For many years, public debate focused primarily on how long we live, the sustainability of pension systems, or the costs of an ageing population. Increasingly, however, global discussion has shifted towards a richer set of questions about how we live and work across longer lives, including health and wellbeing, lifelong learning, financial resilience, and social participation.
This emerging agenda is often described in terms of healthspan (how long we live in good health), workspan (how long and how well we work), and purpose across the life course. Together, these ideas point to a simple but profound truth: longevity is not just a medical or economic issue, it is fundamentally about how organisations enable people of all ages to contribute, learn, and belong.
This is where age inclusion becomes central.
At The Age Diversity Forum, we believe that organisations cannot respond effectively to the realities of longer working lives without first having a clear, evidence-informed understanding of how age inclusion actually operates inside their own workplaces. Good intentions are important, but they are not enough on their own.

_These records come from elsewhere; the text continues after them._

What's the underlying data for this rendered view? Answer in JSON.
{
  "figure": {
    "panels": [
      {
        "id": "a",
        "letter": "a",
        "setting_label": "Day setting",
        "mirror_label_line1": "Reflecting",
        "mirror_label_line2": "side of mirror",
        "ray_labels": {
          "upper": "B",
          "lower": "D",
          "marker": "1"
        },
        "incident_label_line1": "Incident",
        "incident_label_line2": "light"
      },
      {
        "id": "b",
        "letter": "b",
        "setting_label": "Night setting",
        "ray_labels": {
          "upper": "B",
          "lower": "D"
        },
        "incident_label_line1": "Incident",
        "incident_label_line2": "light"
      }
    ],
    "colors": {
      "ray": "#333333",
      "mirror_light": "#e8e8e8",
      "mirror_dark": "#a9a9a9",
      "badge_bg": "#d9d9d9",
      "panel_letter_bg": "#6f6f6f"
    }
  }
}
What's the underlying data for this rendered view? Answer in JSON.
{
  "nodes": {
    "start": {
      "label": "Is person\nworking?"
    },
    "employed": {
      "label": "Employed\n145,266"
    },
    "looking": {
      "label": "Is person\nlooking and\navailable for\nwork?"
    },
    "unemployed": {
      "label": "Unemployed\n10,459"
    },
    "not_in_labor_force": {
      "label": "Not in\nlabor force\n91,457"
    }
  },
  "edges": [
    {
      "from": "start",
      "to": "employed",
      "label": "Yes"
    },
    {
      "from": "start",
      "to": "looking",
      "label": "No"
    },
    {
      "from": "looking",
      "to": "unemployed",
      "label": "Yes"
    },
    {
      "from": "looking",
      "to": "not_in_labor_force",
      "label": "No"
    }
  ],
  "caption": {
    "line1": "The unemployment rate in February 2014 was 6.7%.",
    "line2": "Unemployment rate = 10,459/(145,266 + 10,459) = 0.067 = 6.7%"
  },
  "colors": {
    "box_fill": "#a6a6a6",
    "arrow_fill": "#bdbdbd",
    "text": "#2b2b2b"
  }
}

A new approach to organisational insight
To support this, we have developed the Age Inclusion Benchmark Diagnostic, a structured, expert-designed framework that invites organisations to reflect across eight key dimensions of age inclusion.

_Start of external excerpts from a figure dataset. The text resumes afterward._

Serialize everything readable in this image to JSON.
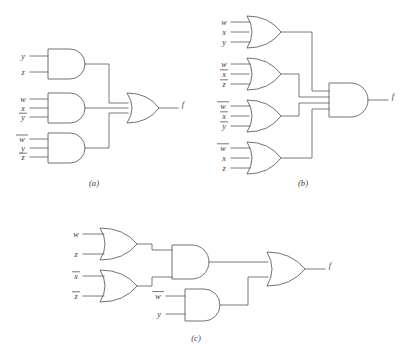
{
  "figure": {
    "title": "",
    "background_color": "#ffffff",
    "line_color": "#58585a",
    "text_color": "#3a3a3a"
  },
  "panels": [
    {
      "id": "a",
      "caption": "(a)",
      "output_label": "f",
      "structure": "sum-of-products: three AND gates feeding one OR gate",
      "gates": [
        {
          "name": "and-gate-a1",
          "type": "AND",
          "inputs": [
            {
              "label": "y",
              "overbar": false
            },
            {
              "label": "z",
              "overbar": false
            }
          ]
        },
        {
          "name": "and-gate-a2",
          "type": "AND",
          "inputs": [
            {
              "label": "w",
              "overbar": false
            },
            {
              "label": "x",
              "overbar": false
            },
            {
              "label": "y",
              "overbar": true
            }
          ]
        },
        {
          "name": "and-gate-a3",
          "type": "AND",
          "inputs": [
            {
              "label": "w",
              "overbar": true
            },
            {
              "label": "y",
              "overbar": false
            },
            {
              "label": "z",
              "overbar": true
            }
          ]
        },
        {
          "name": "or-gate-a-out",
          "type": "OR",
          "inputs": []
        }
      ]
    },
    {
      "id": "b",
      "caption": "(b)",
      "output_label": "f",
      "structure": "product-of-sums: four OR gates feeding one AND gate",
      "gates": [
        {
          "name": "or-gate-b1",
          "type": "OR",
          "inputs": [
            {
              "label": "w",
              "overbar": false
            },
            {
              "label": "x",
              "overbar": false
            },
            {
              "label": "y",
              "overbar": false
            }
          ]
        },
        {
          "name": "or-gate-b2",
          "type": "OR",
          "inputs": [
            {
              "label": "w",
              "overbar": false
            },
            {
              "label": "x",
              "overbar": true
            },
            {
              "label": "z",
              "overbar": true
            }
          ]
        },
        {
          "name": "or-gate-b3",
          "type": "OR",
          "inputs": [
            {
              "label": "w",
              "overbar": true
            },
            {
              "label": "x",
              "overbar": true
            },
            {
              "label": "y",
              "overbar": true
            }
          ]
        },
        {
          "name": "or-gate-b4",
          "type": "OR",
          "inputs": [
            {
              "label": "w",
              "overbar": true
            },
            {
              "label": "x",
              "overbar": false
            },
            {
              "label": "z",
              "overbar": false
            }
          ]
        },
        {
          "name": "and-gate-b-out",
          "type": "AND",
          "inputs": []
        }
      ]
    },
    {
      "id": "c",
      "caption": "(c)",
      "output_label": "f",
      "structure": "factored form: two OR gates into an AND gate, combined with a second AND gate in a final OR gate",
      "gates": [
        {
          "name": "or-gate-c1",
          "type": "OR",
          "inputs": [
            {
              "label": "w",
              "overbar": false
            },
            {
              "label": "z",
              "overbar": false
            }
          ]
        },
        {
          "name": "or-gate-c2",
          "type": "OR",
          "inputs": [
            {
              "label": "x",
              "overbar": true
            },
            {
              "label": "z",
              "overbar": false
            }
          ]
        },
        {
          "name": "and-gate-c1",
          "type": "AND",
          "inputs": []
        },
        {
          "name": "and-gate-c2",
          "type": "AND",
          "inputs": [
            {
              "label": "w",
              "overbar": true
            },
            {
              "label": "y",
              "overbar": false
            }
          ]
        },
        {
          "name": "or-gate-c-out",
          "type": "OR",
          "inputs": []
        }
      ]
    }
  ],
  "labels": {
    "a_in1": "y",
    "a_in2": "z",
    "a_in3": "w",
    "a_in4": "x",
    "a_in5": "y",
    "a_in6": "w",
    "a_in7": "y",
    "a_in8": "z",
    "a_out": "f",
    "a_cap": "(a)",
    "b_in1": "w",
    "b_in2": "x",
    "b_in3": "y",
    "b_in4": "w",
    "b_in5": "x",
    "b_in6": "z",
    "b_in7": "w",
    "b_in8": "x",
    "b_in9": "y",
    "b_in10": "w",
    "b_in11": "x",
    "b_in12": "z",
    "b_out": "f",
    "b_cap": "(b)",
    "c_in1": "w",
    "c_in2": "z",
    "c_in3": "x",
    "c_in4": "z",
    "c_in5": "w",
    "c_in6": "y",
    "c_out": "f",
    "c_cap": "(c)"
  }
}
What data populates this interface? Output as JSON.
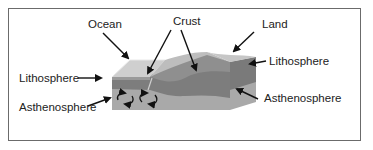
{
  "diagram": {
    "type": "labeled-cross-section",
    "labels": {
      "ocean": "Ocean",
      "crust": "Crust",
      "land": "Land",
      "lithosphere_left": "Lithosphere",
      "lithosphere_right": "Lithosphere",
      "asthenosphere_left": "Asthenosphere",
      "asthenosphere_right": "Asthenosphere"
    },
    "colors": {
      "frame": "#6b6b6b",
      "ocean_surface": "#c9c9c9",
      "land_surface": "#bdbdbd",
      "lithosphere": "#7d7d7d",
      "asthenosphere": "#a9a9a9",
      "arrow": "#111111"
    },
    "icons": [
      "convection-current-icon",
      "convection-current-icon"
    ]
  }
}
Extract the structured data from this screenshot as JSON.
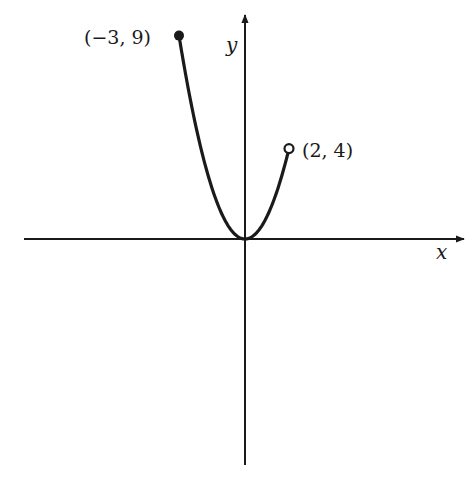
{
  "chart_data": {
    "type": "line",
    "title": "",
    "xlabel": "x",
    "ylabel": "y",
    "function": "y = x^2",
    "domain": [
      -3,
      2
    ],
    "domain_notation": "[-3, 2)",
    "series": [
      {
        "name": "y = x^2",
        "x": [
          -3,
          -2.5,
          -2,
          -1.5,
          -1,
          -0.5,
          0,
          0.5,
          1,
          1.5,
          2
        ],
        "y": [
          9,
          6.25,
          4,
          2.25,
          1,
          0.25,
          0,
          0.25,
          1,
          2.25,
          4
        ]
      }
    ],
    "endpoints": [
      {
        "x": -3,
        "y": 9,
        "label": "(−3, 9)",
        "type": "closed"
      },
      {
        "x": 2,
        "y": 4,
        "label": "(2, 4)",
        "type": "open"
      }
    ],
    "grid": false,
    "ticks": false
  },
  "labels": {
    "left_endpoint": "(−3, 9)",
    "right_endpoint": "(2, 4)",
    "x_axis": "x",
    "y_axis": "y"
  },
  "colors": {
    "ink": "#1a1a1a",
    "background": "#ffffff"
  }
}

The diagnostic is grounded in ADF’s long-standing research, practice and partnership work in the age diversity field. It is intentionally designed to surface implicit assumptions, reveal patterns across leadership, culture and systems, and highlight where practice may be uneven.

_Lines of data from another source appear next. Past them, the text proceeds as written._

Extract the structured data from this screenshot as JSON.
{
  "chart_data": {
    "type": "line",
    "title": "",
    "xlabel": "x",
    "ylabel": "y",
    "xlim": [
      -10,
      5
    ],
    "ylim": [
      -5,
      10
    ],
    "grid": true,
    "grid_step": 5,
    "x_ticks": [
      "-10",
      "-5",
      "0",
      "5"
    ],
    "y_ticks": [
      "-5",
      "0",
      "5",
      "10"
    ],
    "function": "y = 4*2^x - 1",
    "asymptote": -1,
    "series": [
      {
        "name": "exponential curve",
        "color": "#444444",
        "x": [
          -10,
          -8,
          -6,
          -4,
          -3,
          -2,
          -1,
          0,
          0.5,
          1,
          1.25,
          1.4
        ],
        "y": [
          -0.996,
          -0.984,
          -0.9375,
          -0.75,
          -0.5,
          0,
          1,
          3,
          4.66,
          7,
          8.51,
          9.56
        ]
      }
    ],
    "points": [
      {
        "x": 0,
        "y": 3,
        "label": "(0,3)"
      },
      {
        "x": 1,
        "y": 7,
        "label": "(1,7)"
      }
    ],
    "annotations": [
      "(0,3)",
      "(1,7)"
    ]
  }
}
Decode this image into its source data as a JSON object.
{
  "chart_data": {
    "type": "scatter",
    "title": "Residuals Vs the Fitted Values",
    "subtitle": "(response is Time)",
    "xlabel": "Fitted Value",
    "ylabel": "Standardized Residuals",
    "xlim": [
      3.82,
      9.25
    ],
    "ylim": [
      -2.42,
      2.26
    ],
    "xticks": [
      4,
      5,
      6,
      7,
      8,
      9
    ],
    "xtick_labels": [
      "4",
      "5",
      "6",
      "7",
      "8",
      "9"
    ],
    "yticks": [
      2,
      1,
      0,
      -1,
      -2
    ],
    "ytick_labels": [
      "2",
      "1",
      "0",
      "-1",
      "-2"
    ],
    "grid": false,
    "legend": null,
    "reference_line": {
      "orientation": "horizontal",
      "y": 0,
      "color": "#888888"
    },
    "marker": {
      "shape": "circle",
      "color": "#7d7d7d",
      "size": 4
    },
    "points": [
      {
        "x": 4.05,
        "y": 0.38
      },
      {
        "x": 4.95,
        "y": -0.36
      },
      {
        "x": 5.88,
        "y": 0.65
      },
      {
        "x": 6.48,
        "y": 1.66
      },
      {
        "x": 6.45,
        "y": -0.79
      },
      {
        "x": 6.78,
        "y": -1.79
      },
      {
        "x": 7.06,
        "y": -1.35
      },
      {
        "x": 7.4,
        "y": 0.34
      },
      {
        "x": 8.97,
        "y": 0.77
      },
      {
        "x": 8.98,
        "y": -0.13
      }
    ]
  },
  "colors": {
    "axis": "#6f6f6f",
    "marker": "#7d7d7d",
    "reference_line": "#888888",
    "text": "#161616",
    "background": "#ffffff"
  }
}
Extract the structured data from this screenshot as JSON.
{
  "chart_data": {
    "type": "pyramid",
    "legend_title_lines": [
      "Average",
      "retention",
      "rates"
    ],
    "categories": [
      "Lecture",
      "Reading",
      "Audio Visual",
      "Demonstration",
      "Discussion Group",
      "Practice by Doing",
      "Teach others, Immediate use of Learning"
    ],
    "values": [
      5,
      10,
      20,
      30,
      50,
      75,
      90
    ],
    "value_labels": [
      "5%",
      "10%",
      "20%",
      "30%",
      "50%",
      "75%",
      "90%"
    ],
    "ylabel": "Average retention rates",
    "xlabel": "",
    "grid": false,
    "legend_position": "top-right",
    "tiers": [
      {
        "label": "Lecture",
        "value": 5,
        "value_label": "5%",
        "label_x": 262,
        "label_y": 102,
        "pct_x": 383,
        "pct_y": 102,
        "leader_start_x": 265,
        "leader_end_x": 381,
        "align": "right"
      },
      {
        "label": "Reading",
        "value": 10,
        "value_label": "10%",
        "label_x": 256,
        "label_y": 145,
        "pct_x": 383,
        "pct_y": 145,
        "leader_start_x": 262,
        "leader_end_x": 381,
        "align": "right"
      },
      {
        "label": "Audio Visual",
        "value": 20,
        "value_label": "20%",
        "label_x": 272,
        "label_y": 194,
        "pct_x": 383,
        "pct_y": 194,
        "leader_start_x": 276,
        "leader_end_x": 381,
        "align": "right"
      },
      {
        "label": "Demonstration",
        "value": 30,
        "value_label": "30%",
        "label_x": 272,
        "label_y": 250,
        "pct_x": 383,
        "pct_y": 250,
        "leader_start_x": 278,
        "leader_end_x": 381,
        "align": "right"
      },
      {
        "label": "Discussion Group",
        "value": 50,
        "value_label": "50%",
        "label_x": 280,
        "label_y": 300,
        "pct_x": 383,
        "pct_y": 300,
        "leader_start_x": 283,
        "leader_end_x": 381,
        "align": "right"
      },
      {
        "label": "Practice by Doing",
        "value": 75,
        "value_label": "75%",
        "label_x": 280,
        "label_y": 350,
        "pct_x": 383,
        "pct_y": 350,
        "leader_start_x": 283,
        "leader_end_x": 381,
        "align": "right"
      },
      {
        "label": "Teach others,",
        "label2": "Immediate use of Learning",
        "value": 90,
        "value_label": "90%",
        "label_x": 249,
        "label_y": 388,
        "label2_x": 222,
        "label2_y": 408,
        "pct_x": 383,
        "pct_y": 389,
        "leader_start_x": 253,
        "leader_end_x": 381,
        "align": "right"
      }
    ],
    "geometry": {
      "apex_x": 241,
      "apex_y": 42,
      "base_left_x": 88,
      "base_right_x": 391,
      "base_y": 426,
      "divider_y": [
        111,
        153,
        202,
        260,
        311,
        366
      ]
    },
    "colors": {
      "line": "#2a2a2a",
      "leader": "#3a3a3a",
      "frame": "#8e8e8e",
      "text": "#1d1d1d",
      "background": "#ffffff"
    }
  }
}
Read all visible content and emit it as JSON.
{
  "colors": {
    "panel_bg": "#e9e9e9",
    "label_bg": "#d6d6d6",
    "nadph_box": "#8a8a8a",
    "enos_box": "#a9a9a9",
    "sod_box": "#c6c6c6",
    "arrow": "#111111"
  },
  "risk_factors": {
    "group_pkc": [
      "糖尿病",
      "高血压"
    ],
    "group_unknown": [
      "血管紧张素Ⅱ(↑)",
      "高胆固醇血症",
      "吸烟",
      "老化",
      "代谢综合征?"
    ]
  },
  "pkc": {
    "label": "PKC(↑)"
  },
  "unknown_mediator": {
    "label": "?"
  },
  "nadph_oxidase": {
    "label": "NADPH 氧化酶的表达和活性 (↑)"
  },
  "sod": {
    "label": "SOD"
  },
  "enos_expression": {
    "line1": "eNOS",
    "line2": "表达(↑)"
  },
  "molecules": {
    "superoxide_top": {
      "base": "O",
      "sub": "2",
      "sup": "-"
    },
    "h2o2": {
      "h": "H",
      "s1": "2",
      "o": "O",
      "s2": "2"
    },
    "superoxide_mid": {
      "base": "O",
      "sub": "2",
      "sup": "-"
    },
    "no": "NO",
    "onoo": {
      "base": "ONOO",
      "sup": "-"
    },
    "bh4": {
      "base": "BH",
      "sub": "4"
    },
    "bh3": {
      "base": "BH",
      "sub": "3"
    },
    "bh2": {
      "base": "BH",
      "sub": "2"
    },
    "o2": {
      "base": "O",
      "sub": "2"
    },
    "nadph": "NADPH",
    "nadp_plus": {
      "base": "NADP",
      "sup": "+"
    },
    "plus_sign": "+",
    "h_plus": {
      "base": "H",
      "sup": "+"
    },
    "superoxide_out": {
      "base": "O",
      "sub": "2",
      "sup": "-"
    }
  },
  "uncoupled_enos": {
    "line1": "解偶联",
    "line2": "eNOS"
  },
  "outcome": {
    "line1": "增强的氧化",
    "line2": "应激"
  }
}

Crucially, however, the diagnostic is not simply a self-assessment tool, iIts true value lies in what organisations receive in return.
On completion of the diagnostic, the ADF produces an Age Inclusion Benchmark Insight Report, an independent, senior-ready analysis that synthesises responses into a clear narrative of what they suggest about how age inclusion is currently operating. The report highlights key themes, areas of relative strength, and aspects of practice that may warrant further reflection, all framed in the context of the organisation.
This approach positions the diagnostic not merely as a scorecard or audit, but as a platform for shared understanding and informed leadership discussion.
Moving from individual insight to collective learning
In parallel with this work, ADF is now developing a new initiative with a global partner to convene a cohort of organisations around the Benchmark Diagnostic.
Rather than organisations working in isolation, this cohort will contribute, on an anonymised basis, to a joint white paper exploring what the first set of insights reveals about age inclusion in practice across sectors and regions.
The intention is not to create rankings or league tables, but to build a credible evidence base that can inform the global age agenda. By bringing together individual organisational insight with collective learning, the initiative aims to deepen understanding of where age inclusion is progressing, where challenges persist, and what this means for leaders navigating longer working lives.
Connecting workplaces to the global longevity agenda
We expect the findings from this initiative to be presented later this year at a major international conference focused on innovation, longevity and the future of work. The event will bring together leaders from business, technology, finance, health and education to explore how societies can enable healthier, more productive and more connected longer lives.
For the ADF, this creates an important opportunity to bridge two worlds:
- the high-level global conversation about longevity, and
- the lived reality of how organisations experience and manage age inclusion in practice.
In doing so, we hope to demonstrate that the future of work in a world of longer lives will be shaped not only by policy or technology, but by how seriously organisations take age inclusion as part of their core strategy.
Why this matters now
As careers lengthen and workforces become more age-diverse, organisations face new questions about leadership, learning, wellbeing and fairness. Without a clear baseline of where they currently stand, it is difficult for leaders to make confident, proportionate decisions.
The Benchmark Diagnostic and the emerging cohort initiative are designed to help close this gap, providing both individual organisations and the wider field with evidence, insight and shared understanding.
Over the coming weekss, we will share more detail about how organisations can engage with this work. For now, what matters most is this…building a stronger evidence base for age inclusion is not simply an academic exercise, it is essential to creating workplaces where people of all ages can thrive across longer careers.